Sen. Marshall should have better things to do than harassing Dr. Fauci | Opinion
After Sen. Roger Marshall called this week for a special counsel to investigate Dr. Anthony Fauci’s role in the COVID-19 pandemic, I called one of Kansas’ leading experts in infectious diseases to see what he thought.
Dr. Thomas Moore said he thinks Marshall’s primary motivation is political, an effort to score points with the subset of Kansas voters opposed to vaccination in general, and/or still angry about mask mandates and restrictions on businesses during the coronavirus pandemic that killed 1.1 million Americans starting in 2020.
“He’s just campaigning off of Fauci, trying to rally the base,” Moore concluded.
Moore is a practicing specialist with Wichita-based Infectious Disease Consultants and a clinical professor with the University of Kansas School of Medicine-Wichita. He treated many of the sickest patients from across Kansas during the pandemic.
He agrees with Marshall that the most probable source of the virus was a leak from the Wuhan Institute of Virology in Wuhan, China, and not a “wet market” nearby that sold live animals for food, where the virus was originally said to have originated.
But where Marshall is trying to lay the fault on Fauci, Moore blames the Chinese government and the Communist Party that controls it.
“They do not like having to report bad news to their superiors,” Moore said. “They try to squash that news and try to make it go away.”
In calling for a special counsel, Marshall leaned heavily into files released June 19 by outgoing Director of National Intelligence Tulsi Gabbard. The files contain allegations that Fauci downplayed the lab-leak theory of the virus’ origin and punished those who disagreed.
During the pandemic, Fauci was director of the National Institutes of Health’s Allergy and Infectious Diseases division and a key advisor to presidents Donald Trump and Joe Biden.
“Specifically, the investigation should examine Dr. Fauci’s role related to the origins of COVID- 19, federal funding for risky coronavirus research, and the obstruction of congressional oversight,” Marshall said in a letter to DOJ head Todd Blanche, which he released to the New York Post.
Marshall claims Fauci lied to Congress about U.S. funding for “gain of function” research at the Wuhan Institute, which would involve creating new and deadlier strains of existing viruses.
Moore says that’s not exactly what happened.
“Technically, the NIH never approved or funded any grant for research intended to enhance the transmissibility or lethality of coronaviruses for humans,” Moore said. “The NIH did, however, fund a grant awarded to EcoHealth Alliance, which included sub-grants to the Wuhan Institute of Virology, for studying bat coronaviruses. This research involved creating hybrid viruses — chimeras — to see how they behaved in lab settings.”
EcoHealth is a U.S. based non-governmental organization focused on research to improve prevention of pandemics and reaction to emergent diseases.
The Department of Justice investigation that Marshall wants would appear to have little effect on Fauci, now retired and 85 years old.
He was one of a number of officials issued pre-emptive presidential pardons by Biden, to shield them from politically motivated prosecution by the incoming Trump administration.
In Fauci’s case, Marshall told Fox Business he intends to challenge the validity of Fauci’s pardon, because it was signed with an automated pen and not the president’s own hand.
Moore studied under Fauci, and says Marshall has him all wrong.
“He expected a lot of his fellows,” Moore said. “He held us to account, but he was also good to us — you know, made us step up our game. He didn’t accept people (doing) sloppy presentations or research. He’s exactly the guy you want in charge of an institute that is in charge of addressing major global (infectious disease) problems.”
In a perfect world, Marshall, also a medical doctor, would be trying to get to the bottom of what actually happened by talking with infectious disease experts, like Moore, to improve the response to future public health emergencies — instead of trying to sic the Justice Department on Fauci.
I’m sure Moore would welcome that phone call.
But sadly, that wouldn’t get Marshall in the New York Post and on Fox TV.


### ACTIVITY
Go through the data line by line. Copy each one holding the string "Logic".

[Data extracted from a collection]
________________________
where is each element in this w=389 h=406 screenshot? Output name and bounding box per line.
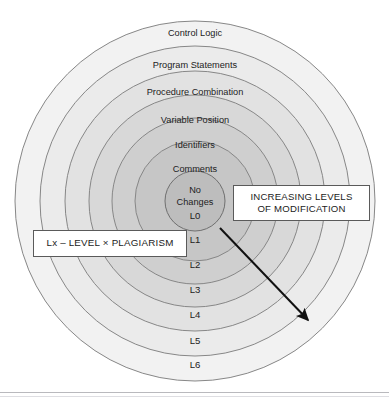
- ring-label-program-statements: Program Statements: [153, 60, 238, 70]
- callout-legend-lx: Lx – LEVEL × PLAGIARISM: [33, 230, 187, 257]
- ring-label-control-logic: Control Logic: [168, 28, 223, 38]
- callout-increasing-levels: INCREASING LEVELS OF MODIFICATION: [233, 185, 370, 221]
- level-label-l2: L2: [190, 259, 201, 270]
- ring-label-procedure-combination: Procedure Combination: [147, 87, 244, 97]
- callout-increasing-line1: INCREASING LEVELS: [236, 191, 367, 203]
- level-label-l5: L5: [190, 335, 201, 346]
- ring-label-comments: Comments: [173, 164, 218, 174]
- callout-increasing-line2: OF MODIFICATION: [236, 203, 367, 215]
- level-label-l3: L3: [190, 284, 201, 295]
- core-label-changes: Changes: [177, 197, 214, 207]
- level-label-l1: L1: [190, 234, 201, 245]
- ring-label-variable-position: Variable Position: [161, 115, 229, 125]
- diagram-canvas: Control Logic Program Statements Procedu…: [0, 0, 389, 406]
- level-label-l6: L6: [190, 359, 201, 370]
- core-label-no: No: [189, 185, 201, 195]
- bottom-divider-secondary: [0, 396, 389, 397]
- ring-label-identifiers: Identifiers: [175, 140, 215, 150]
- level-label-l0: L0: [190, 210, 201, 221]
- level-label-l4: L4: [190, 309, 201, 320]
- bottom-divider: [0, 392, 389, 393]
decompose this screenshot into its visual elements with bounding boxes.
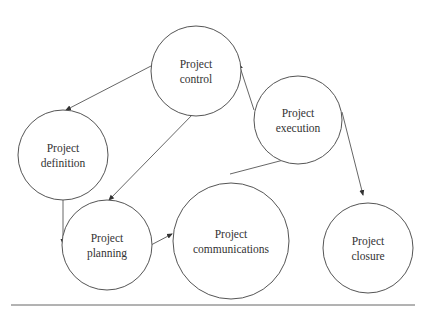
node-label-planning: Project — [91, 232, 124, 245]
node-label-control: control — [180, 73, 213, 85]
node-circle-closure — [323, 203, 413, 293]
arrow-planning-to-communications — [151, 234, 172, 245]
node-label-definition: definition — [41, 157, 86, 169]
arrow-control-to-definition — [66, 66, 151, 110]
node-label-planning: planning — [87, 247, 127, 260]
arrow-control-to-planning — [109, 112, 195, 200]
node-circle-communications — [173, 183, 289, 299]
node-label-communications: communications — [193, 243, 270, 255]
node-label-definition: Project — [47, 142, 80, 155]
node-communications: Projectcommunications — [173, 183, 289, 299]
node-closure: Projectclosure — [323, 203, 413, 293]
node-circle-execution — [254, 76, 342, 164]
node-label-communications: Project — [215, 228, 248, 241]
node-circle-planning — [62, 200, 152, 290]
node-definition: Projectdefinition — [18, 110, 108, 200]
node-control: Projectcontrol — [151, 26, 241, 116]
node-label-closure: closure — [351, 250, 384, 262]
project-process-diagram: ProjectcontrolProjectdefinitionProjectpl… — [0, 0, 427, 310]
node-circle-control — [151, 26, 241, 116]
node-label-control: Project — [180, 58, 213, 71]
node-planning: Projectplanning — [62, 200, 152, 290]
node-label-execution: execution — [276, 122, 321, 134]
node-label-execution: Project — [282, 107, 315, 120]
arrow-execution-to-closure — [342, 112, 363, 195]
nodes-layer: ProjectcontrolProjectdefinitionProjectpl… — [18, 26, 413, 299]
node-circle-definition — [18, 110, 108, 200]
node-label-closure: Project — [352, 235, 385, 248]
node-execution: Projectexecution — [254, 76, 342, 164]
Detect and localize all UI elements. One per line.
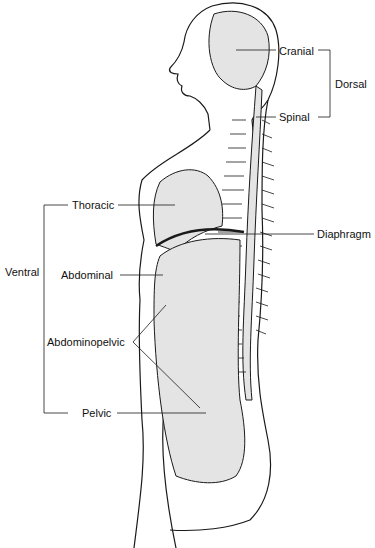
label-abdominal: Abdominal [61,269,113,281]
face-profile [169,6,212,130]
label-abdominopelvic: Abdominopelvic [47,336,125,348]
label-ventral: Ventral [5,266,39,278]
label-diaphragm: Diaphragm [317,228,371,240]
label-thoracic: Thoracic [72,199,114,211]
leg-outline [170,520,250,531]
label-pelvic: Pelvic [82,407,111,419]
spinal-cavity [243,86,262,400]
label-spinal: Spinal [279,111,310,123]
label-dorsal: Dorsal [335,78,367,90]
abdominopelvic-cavity [154,239,245,483]
body-cavities-diagram: Cranial Dorsal Spinal Thoracic Diaphragm… [0,0,375,548]
label-cranial: Cranial [279,45,314,57]
body-outline-figure [0,0,375,548]
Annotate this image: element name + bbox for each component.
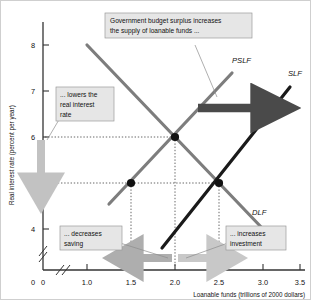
investment-callout-line-1: ... increases [230,230,266,237]
y-tick-label-0: 0 [31,278,35,287]
point-new-equilibrium [215,179,223,187]
supply-shift-callout: Government budget surplus increases the … [105,13,252,38]
y-tick-label-4: 4 [31,225,35,234]
point-original-equilibrium [171,133,179,141]
y-tick-label-6: 6 [31,133,35,142]
interest-rate-callout-line-2: real interest [60,101,95,108]
loanable-funds-market-figure: 8 7 6 5 4 0 0 1.0 1.5 2.0 2.5 3.0 3.5 [0,0,311,300]
y-tick-label-7: 7 [31,87,35,96]
x-tick-label-0: 0 [41,278,45,287]
supply-shift-callout-line-2: the supply of loanable funds ... [110,27,200,35]
curve-label-dlf: DLF [252,208,267,217]
x-tick-label-2-5: 2.5 [214,278,224,287]
investment-callout-line-2: investment [230,240,262,247]
interest-rate-callout-line-3: rate [60,111,72,118]
point-saving [127,179,135,187]
y-tick-label-8: 8 [31,41,35,50]
interest-rate-callout: ... lowers the real interest rate [56,87,114,121]
saving-callout-line-2: saving [64,240,83,248]
y-axis-title: Real interest rate (percent per year) [8,105,16,205]
x-tick-label-1-5: 1.5 [126,278,136,287]
x-tick-label-1-0: 1.0 [82,278,92,287]
x-tick-label-2-0: 2.0 [170,278,180,287]
chart-canvas: 8 7 6 5 4 0 0 1.0 1.5 2.0 2.5 3.0 3.5 [0,0,311,300]
curve-label-slf: SLF [288,69,302,78]
investment-callout: ... increases investment [226,226,286,250]
saving-callout: ... decreases saving [60,226,122,250]
y-tick-label-5: 5 [31,179,35,188]
x-tick-label-3-0: 3.0 [258,278,268,287]
curve-label-pslf: PSLF [232,56,251,65]
interest-rate-callout-line-1: ... lowers the [60,91,98,98]
x-axis-title: Loanable funds (trillions of 2000 dollar… [193,291,305,299]
supply-shift-callout-line-1: Government budget surplus increases [110,17,222,25]
saving-callout-line-1: ... decreases [64,230,102,237]
x-tick-label-3-5: 3.5 [295,278,305,287]
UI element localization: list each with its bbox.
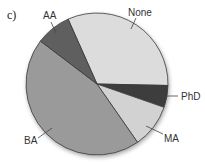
label-ba: BA — [24, 135, 38, 146]
pie-chart: AA None PhD MA BA — [0, 0, 205, 162]
label-ma: MA — [164, 133, 179, 144]
pie-slices — [26, 13, 168, 155]
label-none: None — [128, 7, 152, 18]
label-phd: PhD — [181, 91, 200, 102]
label-aa: AA — [43, 10, 57, 21]
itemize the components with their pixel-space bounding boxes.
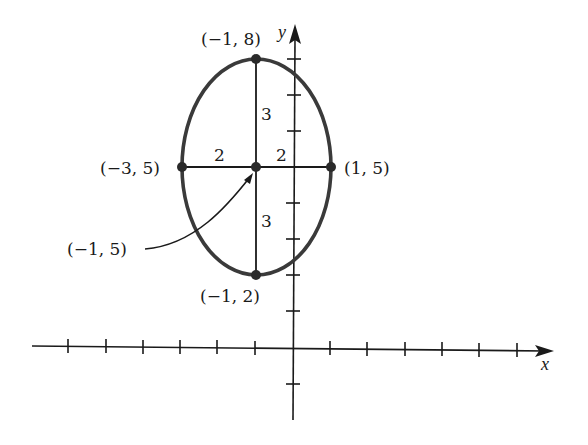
vertex-left-label: (−3, 5) — [100, 158, 160, 178]
y-axis: y — [276, 22, 301, 420]
center-pointer-arrow — [145, 177, 250, 249]
vertex-bottom-point — [251, 270, 261, 280]
ellipse-diagram: x y (−1, 8) (−1, 2) (−3, 5) (1, 5 — [0, 0, 588, 445]
y-axis-label: y — [276, 22, 286, 42]
vertex-bottom-label: (−1, 2) — [200, 286, 260, 306]
center-point — [251, 162, 261, 172]
vertex-top-point — [251, 54, 261, 64]
right-semi-minor-length: 2 — [276, 145, 287, 165]
vertex-right-point — [326, 162, 336, 172]
left-semi-minor-length: 2 — [214, 145, 225, 165]
vertex-right-label: (1, 5) — [344, 158, 390, 178]
vertex-left-point — [177, 162, 187, 172]
vertex-top-label: (−1, 8) — [201, 29, 261, 49]
lower-semi-major-length: 3 — [261, 211, 272, 231]
upper-semi-major-length: 3 — [261, 104, 272, 124]
x-axis-label: x — [540, 354, 549, 374]
center-label: (−1, 5) — [67, 239, 127, 259]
________________________
### ANSWER SPACE
- ring-label-control-logic: Control Logic: [168, 28, 223, 38]
- diagram-canvas: Control Logic Program Statements Procedu…: [0, 0, 389, 406]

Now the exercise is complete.